Hard-pressed consumers, struggling with flat wages and rising energy prices, will be dealt another blow this week if the government's competition law amendments pass the Senate. Federal Treasurer Scott Morrison sided with small businesses and against consumers on Thursday when he announced an amendment to his own bill to remove its few pro-competitive safeguards.
The Treasurer's amended bill is not intended to promote competition but to protect small businesses from it. In making his announcement he said as much, pledging to protect more than 2 million small businesses. Protect them from whom? Under-pressure consumers, of course. Competition law is supposed to protect competition not competitors, but 2 million friends is a lot when you're running short of them.
Following an 18-month review of Australia's competition laws, a committee chaired by Professor Ian Harper recommended a total rewrite of section 46 dealing with the misuse of market power. Small-business organisations, farming groups and Master Grocers Australia representing smaller grocery stores lobbied for a so-called effects test. To their delight the Harper review delivered.

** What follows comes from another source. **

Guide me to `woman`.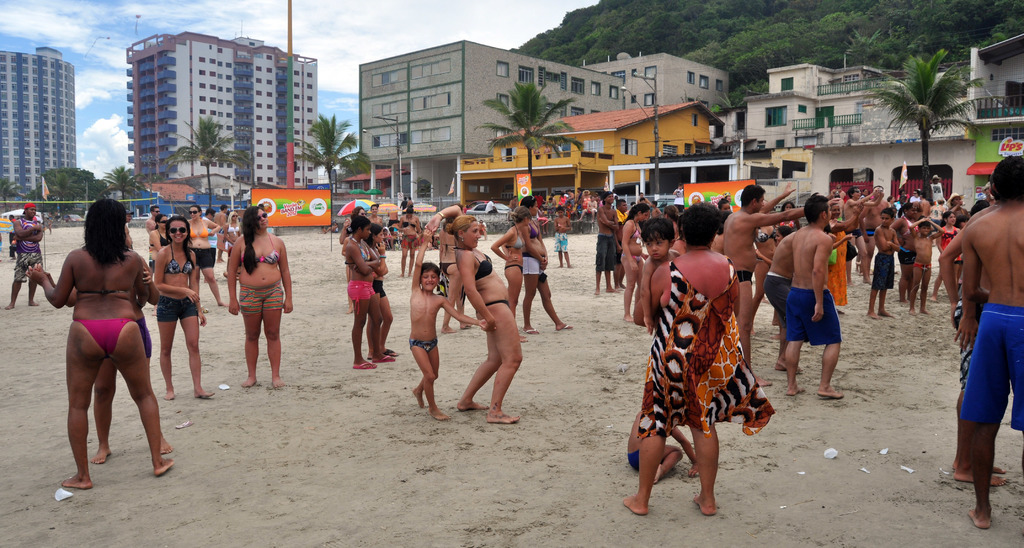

No longer would the courts need to be satisfied that the purpose of conduct by a firm with market power was to substantially lessen competition, it would suffice that the effect was to do so. Large businesses, represented by the Business Council of Australia (BCA), opposed the effects test throughout, worried that they could not possibly know in advance what effect their decisions – including those made in good faith – might have on markets.
The Harper report accepted that its recommended amendment ran the risk of "inadvertently capturing pro-competitive conduct" by including in its drafting a set of mandatory factors to which the courts must have regard. These are the extent to which the company's conduct actually increases competition, by enhancing efficiency, innovation, product quality or price competitiveness.
In announcing its response to the Harper review early last year, the government accepted the Harper amendment in full, including the mandatory factors to safeguard competition. Now the government, at the last minute, is removing those safeguards from the bill that will go before the Senate.
Not surprisingly, the Greens and the Xenophons support the government's amendment, siding with it in a Senate inquiry. Labor, which describes itself as the party of competition, has long opposed an effects test and dissented from the Senate majority report.
Purportedly the removal of the mandatory factors is to avoid a "lawyers' picnic" when allegations of misuse of market power are taken to court. Yet the ACCC's draft guidelines issued last September set out the same mandatory factors. These ACCC guidelines, too, were a Harper recommendation.
In light of the government's removal of the mandatory factors from its bill, the ACCC has only two choices: remove them from its final guidelines or retain them. If the ACCC removes them the courts will be given no guidance in interpreting the new law. If it retains them the final guidelines will be inconsistent with the law and, to use the government's own argument, will create a "lawyers' picnic".
If the Treasurer's amended bill sails through the Senate, large businesses will be confronted with a decade or more of unguided test cases as the courts try to interpret what was in the minds of the legislators. The onus will be on them to prove they are not breaking the law.
Prime Minister Turnbull has signalled his intention to continue pursuing a company tax cut for large corporations when the Senate inevitably rejects the bill later this week for all companies with an annual turnover in excess of $10 million. The Prime Minister's stated reason is that he wants large businesses to invest. Yet his Treasurer's removal of the pro-competition safeguards from the government's competition bill sends exactly the opposite signal.
The BCA's reaction to the removal of the mandatory factors has been thermo-nuclear, its president Grant King describing it as "an astonishing amendment from a supposed free-market government".
The Treasurer should recant on his sop to protectionist lobby groups and National Party agitators and abandon the removal of the mandatory safeguards. At a minimum, he should subject his last-minute amendment to proper scrutiny by a Senate committee. On this he could be totally confident of Labor support.
If, however, the Treasurer presses ahead, the only reasonable conclusion to be drawn is that the government has done a deal with the minor parties to protect small businesses at the expense of consumers.